Ana Maria Knezevic traveled from South Florida to Spain in December to escape for a while. Her family and friends say the trip was also an opportunity for the Colombian-born naturalized American, who is going through a bitter divorce from her Serbian husband, to explore new places.
Then she disappeared. Two weeks ago, a man wearing a motorcycle helmet spray-painted the lens of a security camera in a Madrid apartment to disable it. The next day, the two friends received separate text messages (one in English and one in Spanish) from the 40-year-old woman’s cell phone that said she was running away for a few days with a man she had just met.
Her friend Sanna Rameau, who received the text in English, said: “She wouldn’t do that…It’s a very dangerous and insane thing to do. She wouldn’t do that. She wouldn’t do that.” Told. She said it wasn’t Anna’s and was written in an emotionless style. The Spanish message was so flat that it appeared to have been written in English and run through Google Translate, she said.
“It didn’t make any sense to me,” Rameau told The Associated Press.
Rameau said she was petite, shorter than the 4 feet 11 inches (1.5 meters) listed on her driver’s license. Her friend said, “You can pick her up with one arm and carry her away.”
Police in Madrid and Fort Lauderdale were alerted and investigations began on both sides of the Atlantic. Both agencies have remained tight-lipped about the status of the investigation, each declining to comment. The U.S. Embassy in Madrid also declined to comment.
The Spanish Association for Missing Persons has posted photos of Knezevic around the capital but has received no response, spokesman Joaquín Amirs said.
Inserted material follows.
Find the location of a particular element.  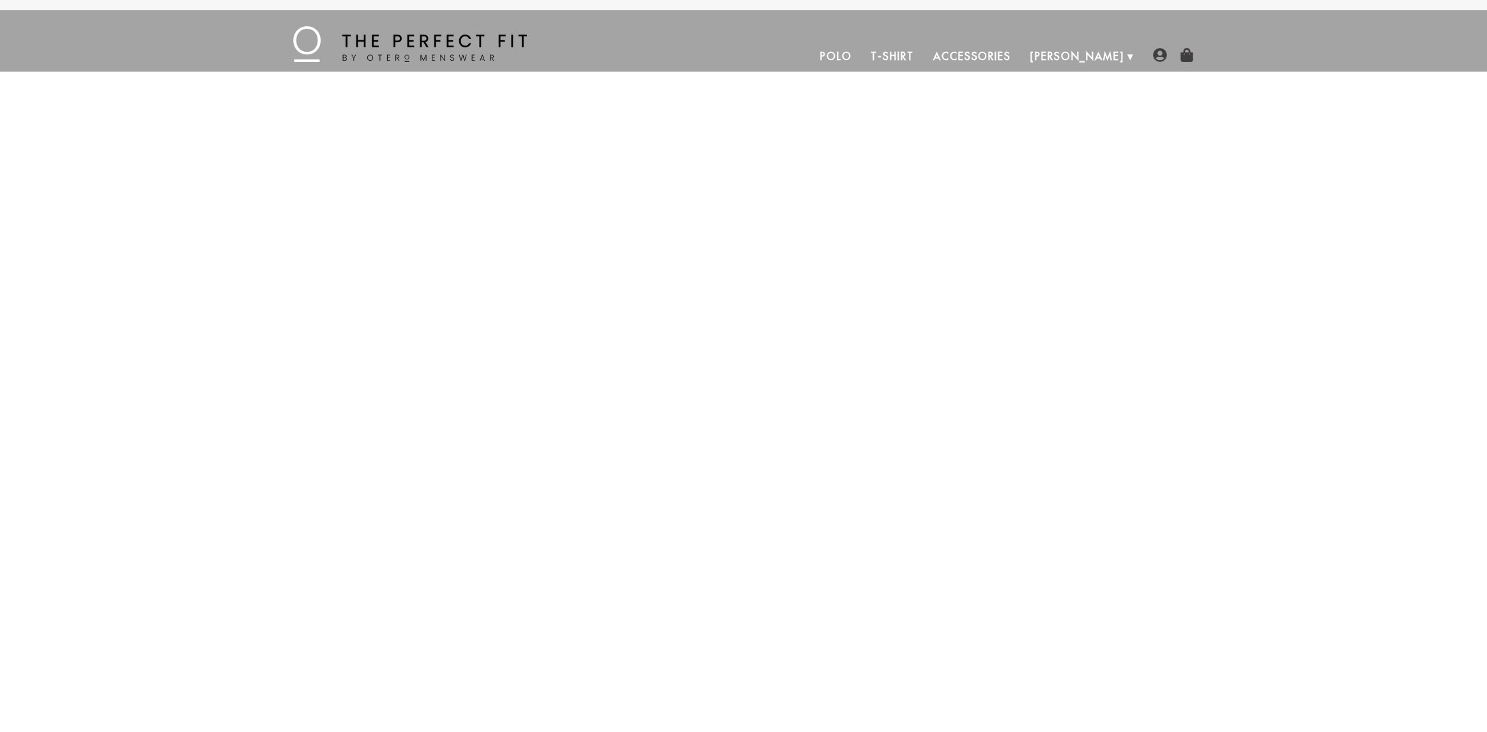

img: The Perfect Fit - by Otero Menswear - Logo is located at coordinates (410, 44).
David and Ana Knezevic have been married for 13 years and own EOX Technology Solutions Inc., which provides computer support to businesses in South Florida. Records show they own the home and two other properties in Fort Lauderdale, one of which is currently in foreclosure.
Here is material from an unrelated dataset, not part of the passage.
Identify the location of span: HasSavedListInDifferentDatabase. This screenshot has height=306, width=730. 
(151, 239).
According to reports, Ana’s brother Juan Henao called the divorce “terrible” in an interview with Fort Lauderdale detectives.
“A significant amount of money is to be split between the two, but David is not happy about it,” the report said.
David Knezevic’s current whereabouts are unknown.
Henao told detectives he believed his brother-in-law traveled to his native Serbia in January. After Ana disappeared, Henao texted David, asking if he knew where she was. He replied, “What’s wrong?” That’s something he already knew before Ana told Henao that she was missing. “There is nothing else,” Henao said.
Henao said in a brief phone interview that she hopes the international attention will make the search for Ana a top priority for police.
“Let’s just keep trying and see if they’ll do more to help us find our sister,” he said.
No one answered the door at Knezewicz’s Fort Lauderdale home Thursday. Mailboxes are overflowing and cars are covered in dirt and dust. No one at the company answered the phone, and David Knezewicz did not respond to emails or voicemails.
Rameau said Ana never told her that she was afraid of her husband or that he was abusive.
“She never told me she felt in danger,” Rameau said.
Ana chose an apartment in Madrid’s wealthy and fashionable Salamanca district, traveled to Austria with Ramo in January, met a Spanish friend in Barcelona on February 5, and then traveled to Madrid with Ramo from February 8. I was planning to meet him again.
But at around 9:30 p.m. on February 2, a man wearing a helmet disabled the apartment complex’s security cameras, a fact unknown to anyone who had been searching for Anna for almost a week. About 30 minutes later, she had a normal phone call with her friend. Her neighbors said that’s when they last saw her.
The next day, Rameau became alarmed when he received a text message from Ana’s cell phone.
It read, “I met a wonderful man!! He has a summer house 2 hours (hours) from Madrid.” “I’m on my way there now and I’ll be spending a few days there. The signal is spotty. I’ll call you when I get back.”
A minute later, a second text message arrived. “Yesterday, after therapy, when I needed a walk, he approached me on the street! It’s an amazing connection. It’s like nothing I’ve ever experienced before.”
A Spanish friend also received a similar text that appeared to have been translated by computer.
Rameau said there was no way she would have eloped with a stranger and never told her friends that she had met anyone that night.
Rameau and her Spanish friend called the police after she did not respond to their increasingly frantic phone calls and emails. Rameau said firefighters went to her apartment for a medical check and looked inside her, but she found nothing wrong.
Madrid police said they would investigate if she failed to show up for the trip to Barcelona. When she failed to do so, detectives asked a Spanish judge for permission to search her phone records and apartment, but were denied because there was no strong evidence of her crimes.
Later, Rameau and her Spanish friend visited her building on February 8 and learned from the store clerk that a man wearing a helmet had been painting cameras. they called the police.
Ana’s family and friends are currently waiting for news.
“I’m just desperately trying to find answers,” Rameau said. “We are desperately trying to find out who did this and why.”